Once victims are dependent on the trafficker for basic needs, she says the trafficker manipulates them by saying they need to contribute. Saying things like, “Why don’t I just set up a date with you to talk to this person, not necessarily have sex?”

Karshen says different traffickers use different tactics to control victims.

“There’s one that can, almost like a Romeo-pimp, manipulate them to think that there’s feelings there and there’s a relationship, then he puts them out into a trafficking situation. There are definitely more violent pimps where they’ll have multiple girls that are working with them and then they’ll perhaps beat one of the girls in front of the other to prove a point,” she explains.

0415a.mp3
WUWM's Maayan Silver gives a preview of the series on human trafficking in Milwaukee.

Who They Are

That’s something that a survivor, who wants to remain anonymous and that we’ll call Michelle, knows firsthand.

She says she was lured into sex trafficking when she was 19, and that her trafficker turned violent.

“I can remember one beating that was so bad, both of my eyes — I don’t know if you’ve seen anybody’s eyes bleed — but my eyes, both of them, literally bled,” she recalls.

LISTEN: Michelle's Story, A Milwaukee Sex Trafficking Survivor

Force is the easiest to identify because usually either the victim or another person under the trafficker’s control will have some kind of injury, says Karshen.

"I can remember one beating that was so bad, both of my eyes ... literally bled," one survivor says.

But coercion and fraud can have many forms.

One example, Karshen says, is keeping drugs from an addicted victim until he or she finishes a sex act.

“It is manipulating somebody with, probably, an underlying vulnerability to control them and get them to do what the trafficker wants,” she explains.

While Milwaukee is a hub for trafficking in the United States, Karshen says statistics vary.

She says there are several reasons sex trafficking is worse in Milwaukee. One is because of the expressways and easy access to places like Chicago, Minnesota, North Dakota, and Wisconsin Dells. There are also a lot of conventions and sporting events in Milwaukee where trafficking surges.

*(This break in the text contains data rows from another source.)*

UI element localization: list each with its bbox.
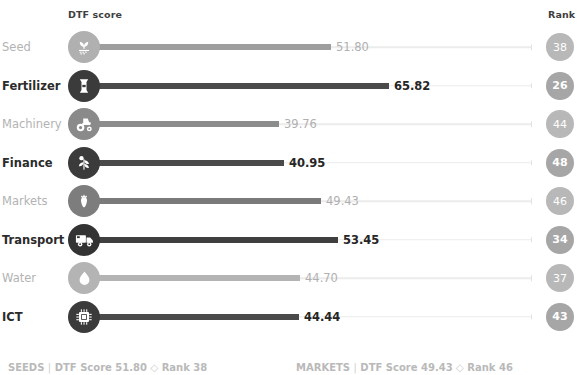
chart-row[interactable]: Fertilizer65.8226 (0, 67, 580, 105)
value-label: 40.95 (289, 156, 325, 170)
category-label: Markets (2, 194, 48, 208)
value-label: 65.82 (394, 79, 430, 93)
value-label: 51.80 (336, 40, 369, 54)
rank-badge[interactable]: 44 (546, 110, 574, 138)
water-drop-icon[interactable] (68, 262, 100, 294)
value-label: 44.44 (304, 310, 340, 324)
tractor-icon[interactable] (68, 108, 100, 140)
value-bar[interactable] (88, 314, 299, 320)
rank-badge[interactable]: 34 (546, 226, 574, 254)
column-header-dtf-score: DTF score (68, 9, 122, 20)
chart-row[interactable]: Machinery39.7644 (0, 105, 580, 143)
footer-right-score: DTF Score 49.43 (360, 362, 452, 373)
carrot-icon[interactable] (68, 185, 100, 217)
category-label: Finance (2, 156, 53, 170)
footer-item-seeds: SEEDS | DTF Score 51.80 ◇ Rank 38 (8, 362, 207, 373)
chart-row[interactable]: Seed51.8038 (0, 28, 580, 66)
category-label: Fertilizer (2, 79, 60, 93)
footer-left-rank: Rank 38 (162, 362, 208, 373)
footer-ticker: SEEDS | DTF Score 51.80 ◇ Rank 38 MARKET… (0, 362, 580, 375)
category-label: Transport (2, 233, 64, 247)
rank-badge[interactable]: 37 (546, 264, 574, 292)
value-bar[interactable] (88, 121, 279, 127)
chart-row[interactable]: Finance40.9548 (0, 144, 580, 182)
category-label: Seed (2, 40, 31, 54)
rank-badge[interactable]: 43 (546, 303, 574, 331)
rank-badge[interactable]: 38 (546, 33, 574, 61)
finance-plant-icon[interactable] (68, 147, 100, 179)
rank-badge[interactable]: 48 (546, 149, 574, 177)
value-bar[interactable] (88, 83, 389, 89)
rank-badge[interactable]: 46 (546, 187, 574, 215)
footer-left-sep: | (48, 362, 51, 373)
column-header-rank: Rank (548, 9, 575, 20)
value-label: 44.70 (305, 271, 338, 285)
chart-row[interactable]: ICT44.4443 (0, 298, 580, 336)
value-label: 39.76 (284, 117, 317, 131)
value-bar[interactable] (88, 160, 284, 166)
chart-row[interactable]: Markets49.4346 (0, 182, 580, 220)
value-label: 49.43 (326, 194, 359, 208)
value-bar[interactable] (88, 44, 331, 50)
category-label: Water (2, 271, 36, 285)
value-bar[interactable] (88, 237, 338, 243)
dtf-score-chart: DTF score Rank Seed51.8038Fertilizer65.8… (0, 0, 580, 375)
footer-left-diamond-icon: ◇ (150, 362, 158, 373)
footer-right-diamond-icon: ◇ (456, 362, 464, 373)
footer-right-sep: | (353, 362, 356, 373)
category-label: ICT (2, 310, 23, 324)
value-bar[interactable] (88, 275, 300, 281)
footer-item-markets: MARKETS | DTF Score 49.43 ◇ Rank 46 (296, 362, 513, 373)
value-label: 53.45 (343, 233, 379, 247)
value-bar[interactable] (88, 198, 321, 204)
fertilizer-bag-icon[interactable] (68, 70, 100, 102)
footer-left-name: SEEDS (8, 362, 44, 373)
seedling-icon[interactable] (68, 31, 100, 63)
chart-row[interactable]: Transport53.4534 (0, 221, 580, 259)
footer-right-name: MARKETS (296, 362, 350, 373)
category-label: Machinery (2, 117, 62, 131)
chart-row[interactable]: Water44.7037 (0, 259, 580, 297)
footer-left-score: DTF Score 51.80 (55, 362, 147, 373)
truck-icon[interactable] (68, 224, 100, 256)
rank-badge[interactable]: 26 (546, 72, 574, 100)
chip-icon[interactable] (68, 301, 100, 333)
footer-right-rank: Rank 46 (467, 362, 513, 373)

Traffickers cross all walks of life, says Karshen.

"The vast majority of our traffickers are men, but they are people you probably walk by on the street all the time. They are smart businessmen, they may appear to be entrepreneurs. But there’s no category of ‘this is what a trafficker looks like,’ ” she explains.

And just who is being trafficked?

A new report based on Milwaukee Police Department (MPD) data estimates that from 2013-2016, 340 young adults and children were confirmed or suspected victims of human trafficking. About two-thirds of those victims were black and almost all were female. The majority were first trafficked when they were under 18.

CLICK TO ENLARGE

Why It's Underrepresented

But activists and some law enforcement say sex trafficking statistics are just skimming the surface given the underground nature of the exchanges.

"It doesn’t matter — rural, urban, a lot of money, no money — every ethnicity, every economic group, every sexual orientation has been affected. It’s a crime that doesn’t discriminate," says Milwaukee Police Lieutenant Dawn Jones, with the Sensitive Crimes Division.

“If you find somebody that thinks that they can make money off of another person, then that person is susceptible to being trafficked,” Jones says.

There are a lot of challenges in fighting sex trafficking, including victims forging a trauma bond with their trafficker, not trusting the police, or not coming forward for fear of being judged.

Michelle — the survivor you heard from earlier — confirms this.

“Survivors, and I say this all the time, genuinely hide in plain sight because of the fear of the stigmas that will be placed on them if society only knows what we have been through,” she says.

Editor’s note: This is the first part in our series about sex trafficking in the Milwaukee area and Wisconsin. We’ll hear Michelle’s storyabout how she was trafficked — and how she escaped from that life — on Wednesday.

Maayan is a WUWM news reporter.
Lauren Sigfusson
Lauren became WUWM's digital producer in July 2018.